An anonymous civil servant writes that any suggestion migration be reduced is met with horror among staff at the Home Office.
This week has left my Home Office colleagues celebrating. The Supreme Court’s ruling against the Rwanda plan, Suella Braverman’s exit and the appointment of a new untested minister have all uplifted the mood in Marsham Street.
Despite our change in boss, when it comes to controlling Britain’s borders nothing will change. I know this because I have worked for some time as a civil servant on immigration policy, and – in my experience – no priority is further from the Home Office in 2023 than stopping the boats or cutting net migration.
For all her strident bearing, Suella was cringingly apologetic in speeches to Home Office staff. Instead of instilling much needed discipline, she would tell us what a great job we were doing, not that this got her any kind of loyalty. She was mocked and insulted by London-based staff furious at the refusal to extend safe routes to an ever-growing number of countries.
Home Office officials have a moral and legal duty to do everything in their power to deliver the Government’s priorities on immigration. Political impartiality is a central tenet of the civil service code, but this has morphed into a culture of “stewardship”, as our permanent secretary Matthew Rycroft openly admitted in 2021 (when he was recorded telling colleagues there was no need to “slavishly” follow government policy on diversity).
What this means in practice is accepting the bien pensant view that immigration cannot and should not be controlled, overruling the instructions of ministers and thereby their democratic mandates, with many of my colleagues viewing their role as being part of the resistance to what they see as a radical Right-wing Government determined to ignore the rules to punish innocent migrants. This culture of defiance is so widespread that any suggestion of border controls is sneered at or ignored.
There is widespread understanding that our asylum rules are open to abuse. Any Border Force officer or civil servant who works on asylum policy will tell you this openly. Yet any suggestion that asylum rules be tightened or asylum seekers be refused is rejected out of hand as cold-hearted evil.
If I were to walk into a meeting and suggest reducing migration or ask how we could immediately deport small boat arrivals or foreign criminals, my colleagues might think to ring the many mental health services we are provided to check in on my sanity.
Even the most moderate attempts to do anything about migration are met internally as either unreasonable or not legally possible, with discussion being stopped dead by allusion to “international law”.
Instead of dealing with the national crises facing Britain, including record legal and illegal migration, endless time is wasted. Senior staff hold events on Black History Month, Windrush and microaggressions. We are told to attend quarterly “away days” (held online usually, most of us are in the office just one day a week) where we are given prizes and are told by senior civil servants just how wrong any political or press criticism of our work is. In meetings nominally discussing policy, we are forced to listen to HR directors give lectures on diversity and hand out awards about inclusivity. We are patronised and treated like children.
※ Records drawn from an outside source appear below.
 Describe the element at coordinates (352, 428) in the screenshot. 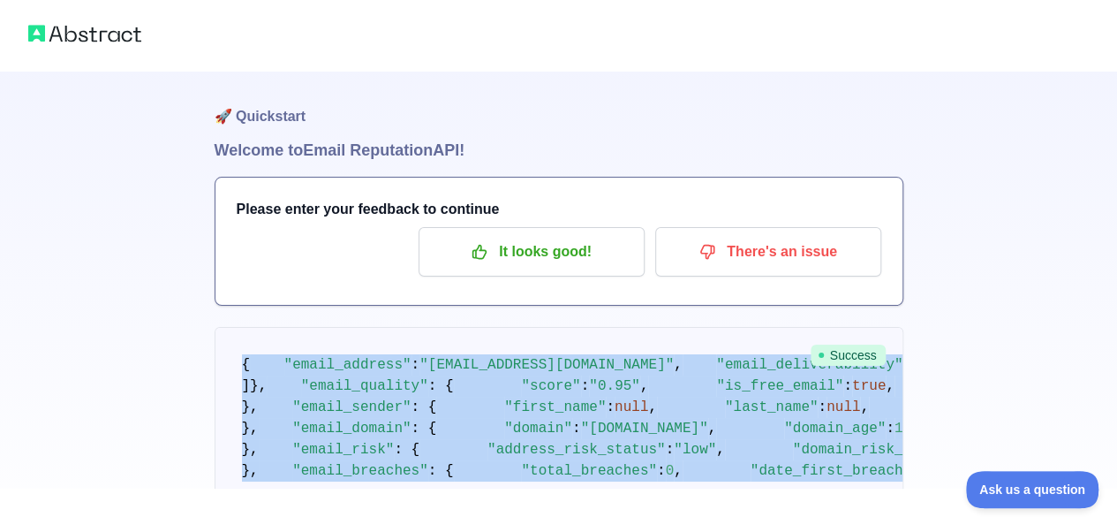

I see `span: "email_domain"` at that location.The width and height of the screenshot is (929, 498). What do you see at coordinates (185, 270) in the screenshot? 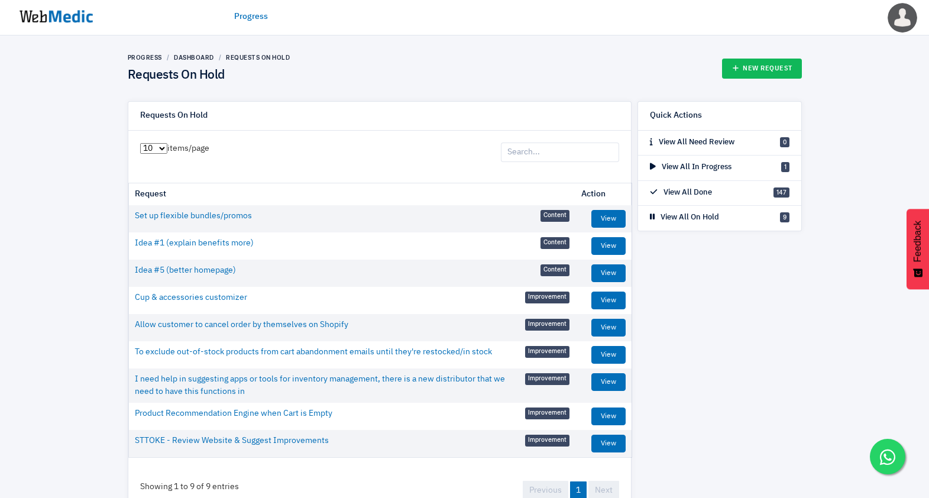
I see `a: Idea #5 (better homepage)` at bounding box center [185, 270].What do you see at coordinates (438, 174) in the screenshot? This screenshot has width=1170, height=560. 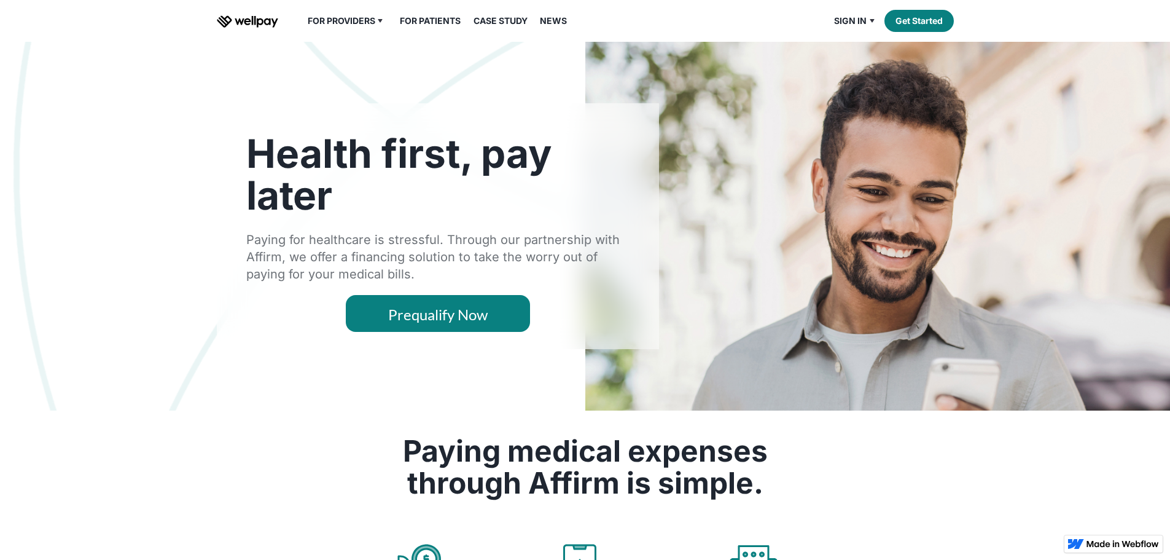 I see `h1: Health first, pay later` at bounding box center [438, 174].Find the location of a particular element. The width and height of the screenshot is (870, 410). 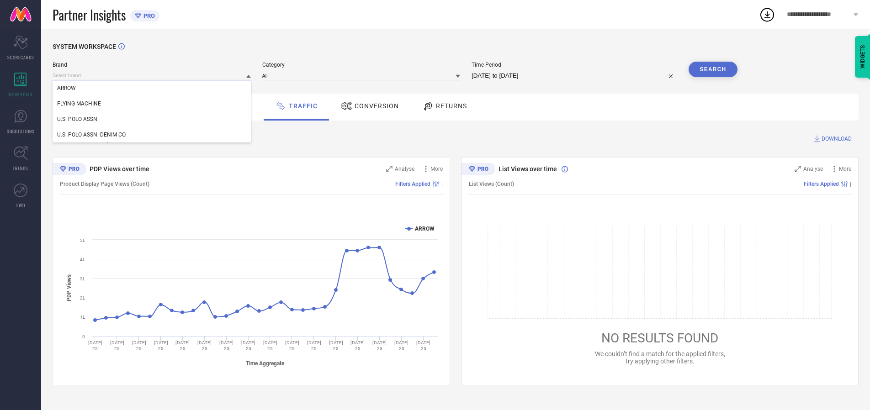

span: Returns is located at coordinates (451, 106).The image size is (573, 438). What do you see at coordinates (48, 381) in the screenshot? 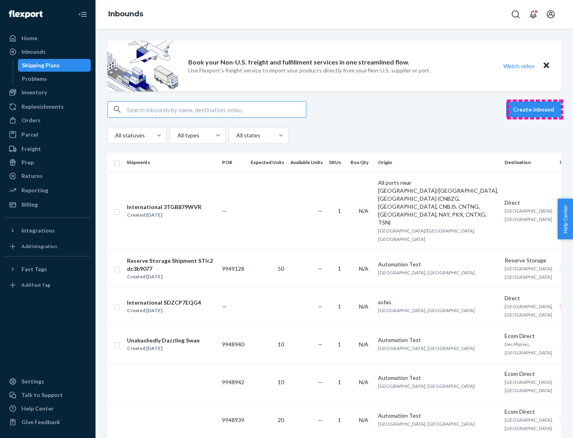
I see `a: Settings` at bounding box center [48, 381].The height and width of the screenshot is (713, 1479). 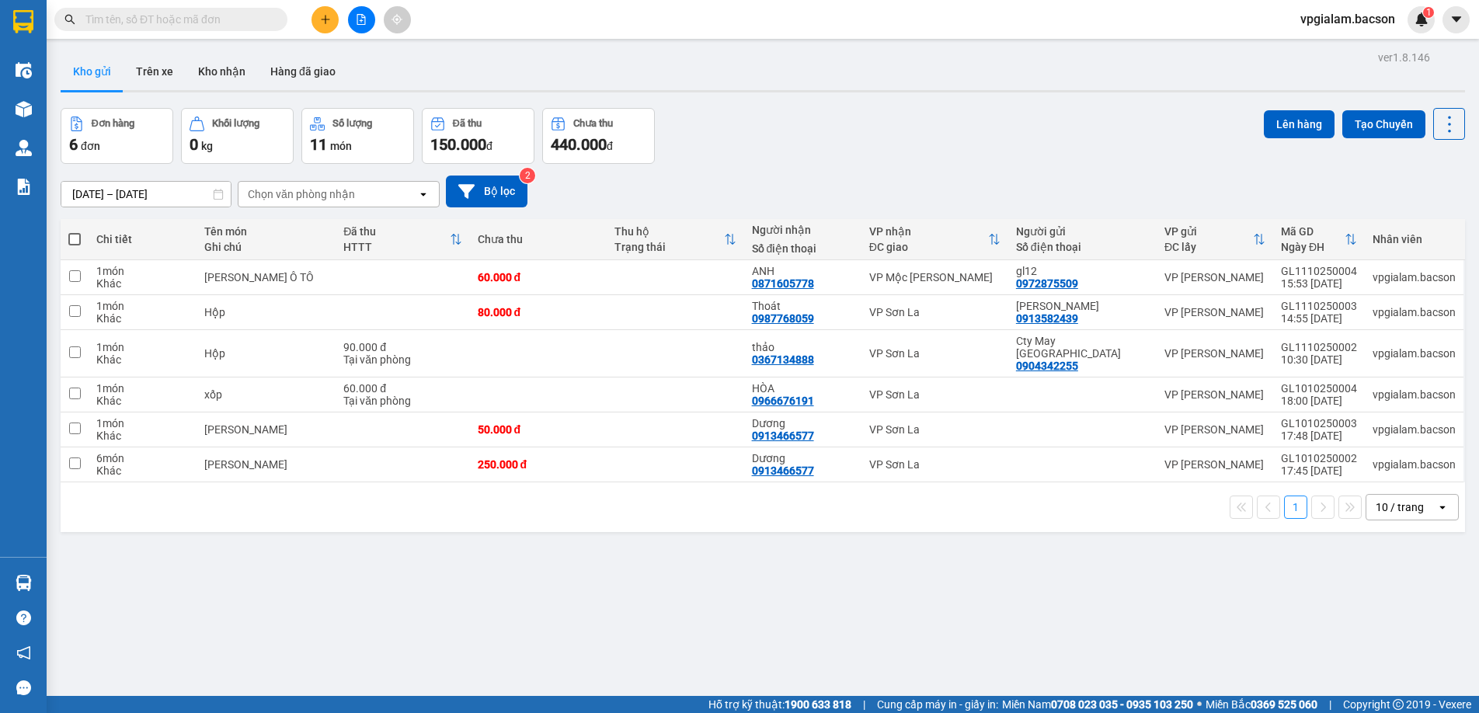 What do you see at coordinates (341, 146) in the screenshot?
I see `span: món` at bounding box center [341, 146].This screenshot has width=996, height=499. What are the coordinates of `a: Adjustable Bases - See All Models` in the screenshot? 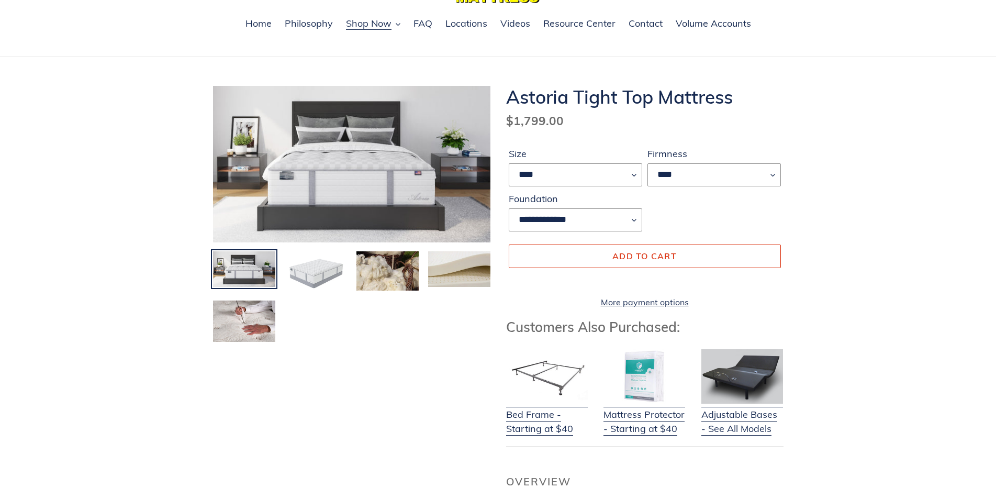 It's located at (742, 414).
The mood is of self-congratulation and there is a refusal to engage let alone learn from the criticism the department receives, unless of course it comes from the Left or from an incredibly expensive commission finding that we are institutionally racist. There is no self-reflection on the fact we have completely failed to fulfil our democratic duty to reduce migration.
When the Rwanda scheme seemed a millimetre closer to happening, staff message boards were filled with comments vowing they will not work on such an evil project. Senior staff always mollify these messages and tell staff not to resign. Everyone knows that the clock is running down on the current Government and nothing really needs to be done; policies cannot be enacted as they need governance, and the governance needs terms of reference and the terms of reference need to be redrafted and then circulated a few more times before we can hold the first meeting. Many relatively senior officials spend their time dealing with this work, toiling away at things that will never be read or used in an endless round of busywork.
In spite of all this it wouldn’t matter if the Home Office was a finely oiled machine ready and eager to deliver on every possible government priority and determined to protect the UK’s borders. The clear messaging behind closed doors from the Treasury and other departments is that legal migration should be expanded to boost lacklustre economic growth.
For my colleagues, I suspect James Cleverly’s ascension is merely an opportunity to run rings around an inexperienced minister in a new department. And for Britain, our borders will remain uncontrolled.